Bio
Florence is a Senior Research Associate in online safety within the Public Policy Programme. Her background is in social psychology and she uses survey methods and behavioural experiments to understand people’s experiences of online harms along with how interventions against them may be improved. She currently works on a series of nationally representative surveys which aim to understand the UK public’s attitudes, experiences and behaviours relating to key issues in online safety, including people’s engagement with safety technology on social media, views on an array of interventions designed to protect people against online misinformation, and the psychological effects of exposure to particular harms online, in particular how people are differentially affected based on gender. She was also awarded a BA/Leverhulme small research grant to examine the extent of social bias in people’s flagging of hate speech and abuse, along with tests of novel interventions designed to improve flagging behaviours.
Florence also researches public attitudes to AI more generally. She worked on the Ada Lovelace Institute and Turing public attitudes to AI survey (launched in June 2023) which surveyed over 4000 people in the UK to examine awareness, experiences and attitudes to a range of different uses of AI, along with general preferences for governance and explainability. Before joining the Turing in 2022, she was a postdoctoral researcher at the University of York, where she examined the role of dehumanization in social attitudes and behaviours. Florence completed her DPhil in Experimental Psychology at the University of Oxford in 2018.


About this exercise: Line by line, copy the entries exactly, excluding the pictures.

Exercise materials:
────────────────────

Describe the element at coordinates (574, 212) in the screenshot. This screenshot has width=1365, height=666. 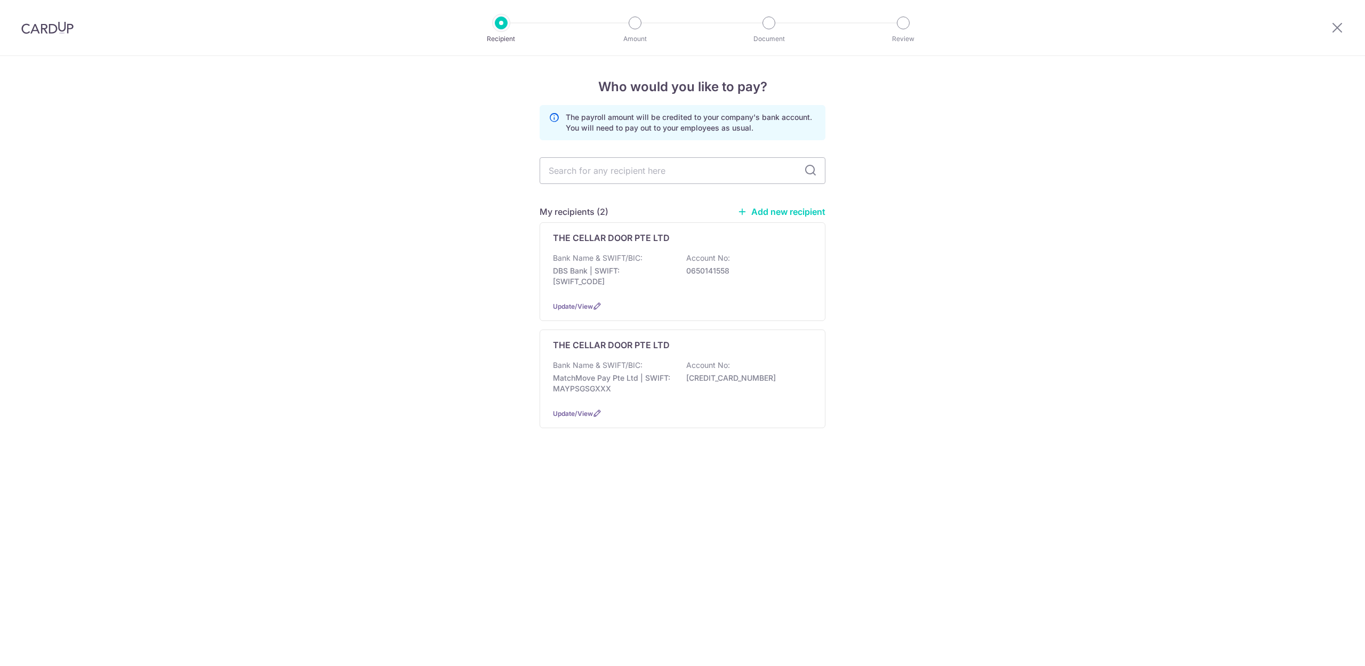
I see `h5: My recipients (2)` at that location.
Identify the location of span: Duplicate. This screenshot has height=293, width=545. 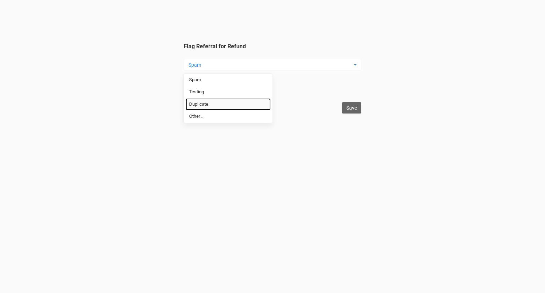
(199, 104).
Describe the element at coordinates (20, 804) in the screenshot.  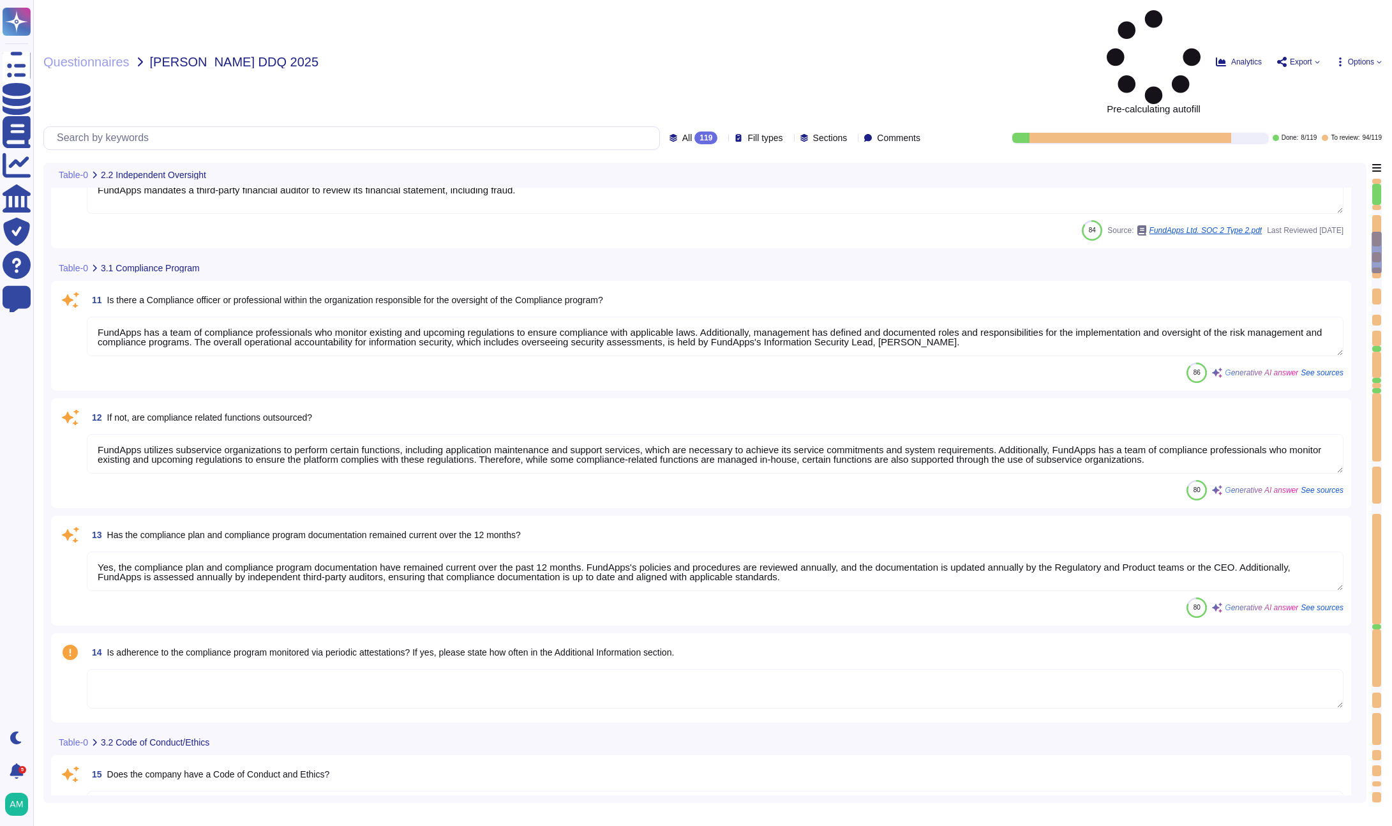
I see `button: user` at that location.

────────────────────

Result:
Describe the element at coordinates (574, 212) in the screenshot. This screenshot has width=1365, height=666. 
I see `h5: My recipients (2)` at that location.
Identify the location of span: Duplicate. This screenshot has height=293, width=545. 
(199, 104).
Describe the element at coordinates (20, 804) in the screenshot.  
I see `button: user` at that location.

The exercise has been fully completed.